“There is no point in waiting for the right moment when a smooth change might be possible; this moment will never arrive, history will never provide us with such an opportunity. One has to take the risk and intervene, even if reaching the goal appears (and is, in some sense) impossible - only by doing this can one change the situation so that the impossible becomes possible, in a way that can never be predicted.”
Shag on a rock or a cormorant on a pontoon? Bellerive Beach, Hobart, March 2021.
Like A Thief In Broad Daylight: Power in the Era of Post-Humanity by Slavoj Žižek
Žižek is a funny bugger. This is more a collection of essays with a loose connective thread than a consolidated and coherent thesis. I very much enjoyed (perhaps not the right word) those elements exploring the breakdown of any ideological consensus. For mine, Žižek accurately identifies the failures of the left to reconcile with those most disaffected by prevailing neoliberal globalism that has seen an immense benefit to the few at the expense of the many.
Conversely, I have no interest at all in those sections exploring the revolutionary potential of Hollywood musicals or his musing on the #MeToo movement. On that, while he is closure to the mark when it comes to Weinstein, masculine ideology and the dominant power structures at play in sexual dynamics, his resistance to the embrace of active consent did read a little too much like self-justification by an old, male academic for my liking. From my time in that glorious world, a genuine reckoning is long overdue!
Nevertheless, he does a great job in finding the appropriate balance between the need for focus on particularities - which have dominated contemporary radical and academic discourse since the 1970s - with a cogent argument for not throwing the universalist baby out with the interdisciplinary bathwater.
The ground covered bears the heavy hand of Hegal, but I appreciated the attempt to reconcile Marx and Lenin's work with that of Freud and Lacan. While this can be hard-going for the old brain-box, but through it, he has given as convincing analysis of the emergence of Trump as I have seen coming from the left, and his skewering of the false dichotomy between Macron and Marine Le Pen should present food for thought for the Australian Labor Party.
As with such collections, it has its highs and lows!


What you will do: Write the listing below out again exactly, dropping the images.

Recorded information:
>>

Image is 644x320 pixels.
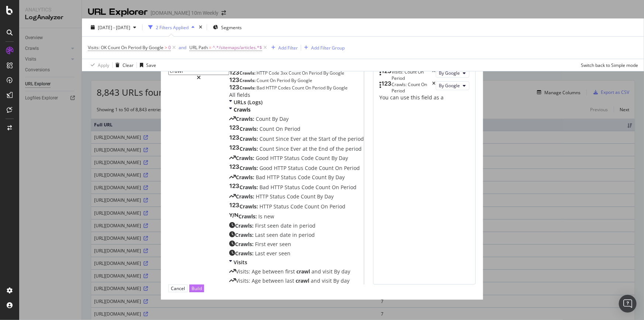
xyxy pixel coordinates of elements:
button: By Google [436,69,469,77]
span: seen [267,231,280,238]
span: Visits: OK Count On Period By Google [88,45,163,51]
span: of [329,145,336,152]
div: times [433,69,436,82]
span: Code [302,184,316,190]
span: Crawls: [236,115,256,122]
span: period [299,222,316,229]
span: Crawls: [235,250,255,257]
div: You can use this field as a [379,94,469,101]
span: Visits: [236,277,252,284]
span: By [317,193,324,200]
span: Google [333,85,348,91]
div: Save [146,62,156,68]
span: Day [339,154,348,162]
span: last [285,277,295,284]
span: Start [319,135,332,142]
span: On [270,77,277,84]
span: By [272,115,279,122]
span: between [263,268,285,275]
span: Crawls: [235,241,255,248]
span: Count [312,174,328,181]
div: Switch back to Simple mode [581,62,638,68]
span: 3xx [280,70,289,76]
span: Day [324,193,334,200]
span: Codes [278,85,292,91]
span: period [298,231,315,238]
span: Crawls: [239,165,260,172]
span: Count [316,184,332,190]
span: Since [276,135,290,142]
span: Crawls: [235,231,255,238]
span: ^.*/sitemaps/articles.*$ [212,43,262,53]
div: Clear [122,62,134,68]
span: Period [344,165,360,172]
span: HTTP [274,165,288,172]
span: End [319,145,329,152]
span: crawl [295,277,311,284]
span: By Google [439,70,460,76]
span: Period [312,85,327,91]
span: Day [279,115,289,122]
span: [DATE] - [DATE] [98,24,131,31]
span: Bad [256,85,266,91]
span: first [285,268,296,275]
span: in [292,231,298,238]
span: Count [305,203,321,210]
span: Crawls: [238,213,259,220]
span: period [346,145,362,152]
span: Bad [260,184,271,190]
span: HTTP [260,203,274,210]
span: visit [322,277,333,284]
span: Count [315,154,331,162]
span: Status [288,165,305,172]
span: (Logs) [248,99,263,106]
span: Period [309,70,323,76]
span: ever [267,250,279,257]
span: Last [255,231,267,238]
span: Status [274,203,290,210]
span: Ever [290,135,303,142]
span: By [334,268,341,275]
span: Code [305,165,319,172]
span: 0 [168,43,171,53]
span: Crawls: [239,135,260,142]
div: Visits: Count On Period [392,69,433,82]
span: Crawls: [239,85,256,91]
span: Crawls: [239,203,260,210]
div: Add Filter Group [311,45,345,51]
span: On [335,165,344,172]
span: By [328,174,335,181]
span: Period [284,125,300,132]
span: Status [270,193,287,200]
span: First [255,241,267,248]
span: Status [284,184,302,190]
div: Visits: Count On PeriodtimesBy Google [379,69,469,82]
span: Last [255,250,267,257]
span: HTTP [270,154,284,162]
span: Age [252,277,263,284]
span: On [276,125,284,132]
span: at [303,145,309,152]
span: Period [277,77,291,84]
span: URLs [234,99,248,106]
span: Count [319,165,335,172]
span: Code [298,174,312,181]
span: period [348,135,364,142]
span: By [323,70,329,76]
span: On [332,184,340,190]
div: Cancel [171,285,185,292]
button: Cancel [168,285,188,292]
span: Bad [256,174,267,181]
span: Code [301,154,315,162]
span: Count [256,115,272,122]
span: On [302,70,309,76]
span: Is [259,213,264,220]
span: On [305,85,312,91]
span: at [303,135,309,142]
span: Code [287,193,301,200]
span: Crawls: [236,193,256,200]
div: times [197,24,204,31]
span: HTTP [266,85,278,91]
span: Count [260,125,276,132]
span: By [291,77,297,84]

<<

Solution to this problem:
Image is 644x320 pixels.
xyxy pixel coordinates of elements:
button: By Google [436,69,469,77]
span: seen [267,231,280,238]
span: Visits: OK Count On Period By Google [88,45,163,51]
span: of [329,145,336,152]
div: times [433,69,436,82]
span: Code [302,184,316,190]
span: Crawls: [236,115,256,122]
span: period [299,222,316,229]
span: Crawls: [235,250,255,257]
div: You can use this field as a [379,94,469,101]
span: Visits: [236,277,252,284]
span: By [317,193,324,200]
span: Google [333,85,348,91]
div: Save [146,62,156,68]
span: Day [339,154,348,162]
span: last [285,277,295,284]
span: Start [319,135,332,142]
span: On [270,77,277,84]
span: By [272,115,279,122]
span: between [263,268,285,275]
span: Crawls: [235,241,255,248]
span: Count [312,174,328,181]
div: Switch back to Simple mode [581,62,638,68]
span: 3xx [280,70,289,76]
span: Day [324,193,334,200]
span: Codes [278,85,292,91]
span: period [298,231,315,238]
span: Crawls: [239,165,260,172]
span: Count [316,184,332,190]
span: Since [276,135,290,142]
span: Crawls: [235,231,255,238]
span: ^.*/sitemaps/articles.*$ [212,43,262,53]
div: Clear [122,62,134,68]
span: Period [344,165,360,172]
span: HTTP [274,165,288,172]
span: End [319,145,329,152]
span: crawl [295,277,311,284]
span: By Google [439,70,460,76]
span: Period [312,85,327,91]
span: Day [279,115,289,122]
span: [DATE] - [DATE] [98,24,131,31]
span: Bad [256,85,266,91]
span: first [285,268,296,275]
span: in [292,231,298,238]
span: Count [305,203,321,210]
span: Crawls: [238,213,259,220]
span: period [346,145,362,152]
span: Bad [260,184,271,190]
span: HTTP [260,203,274,210]
span: visit [322,277,333,284]
span: Count [315,154,331,162]
span: Status [288,165,305,172]
span: (Logs) [248,99,263,106]
span: Period [309,70,323,76]
span: ever [267,250,279,257]
span: Last [255,231,267,238]
span: Status [274,203,290,210]
span: Ever [290,135,303,142]
span: By [334,268,341,275]
span: Code [305,165,319,172]
span: 0 [168,43,171,53]
span: Crawls: [239,135,260,142]
div: Visits: Count On Period [392,69,433,82]
span: Crawls: [239,85,256,91]
span: Crawls: [239,203,260,210]
div: Add Filter Group [311,45,345,51]
span: On [335,165,344,172]
span: By [328,174,335,181]
span: Period [284,125,300,132]
span: Status [270,193,287,200]
span: First [255,241,267,248]
span: Status [284,184,302,190]
div: Visits: Count On PeriodtimesBy Google [379,69,469,82]
span: Last [255,250,267,257]
span: HTTP [270,154,284,162]
span: Age [252,277,263,284]
span: On [276,125,284,132]
span: at [303,145,309,152]
span: Period [277,77,291,84]
span: URLs [234,99,248,106]
span: Count [319,165,335,172]
span: Code [298,174,312,181]
span: period [348,135,364,142]
span: By [323,70,329,76]
span: On [332,184,340,190]
div: Cancel [171,285,185,292]
button: Cancel [168,285,188,292]
span: Bad [256,174,267,181]
span: Code [301,154,315,162]
span: Count [256,115,272,122]
span: On [302,70,309,76]
span: Is [259,213,264,220]
span: On [305,85,312,91]
span: at [303,135,309,142]
span: Code [287,193,301,200]
span: Crawls: [236,193,256,200]
div: times [197,24,204,31]
span: HTTP [266,85,278,91]
span: Count [260,125,276,132]
span: By [291,77,297,84]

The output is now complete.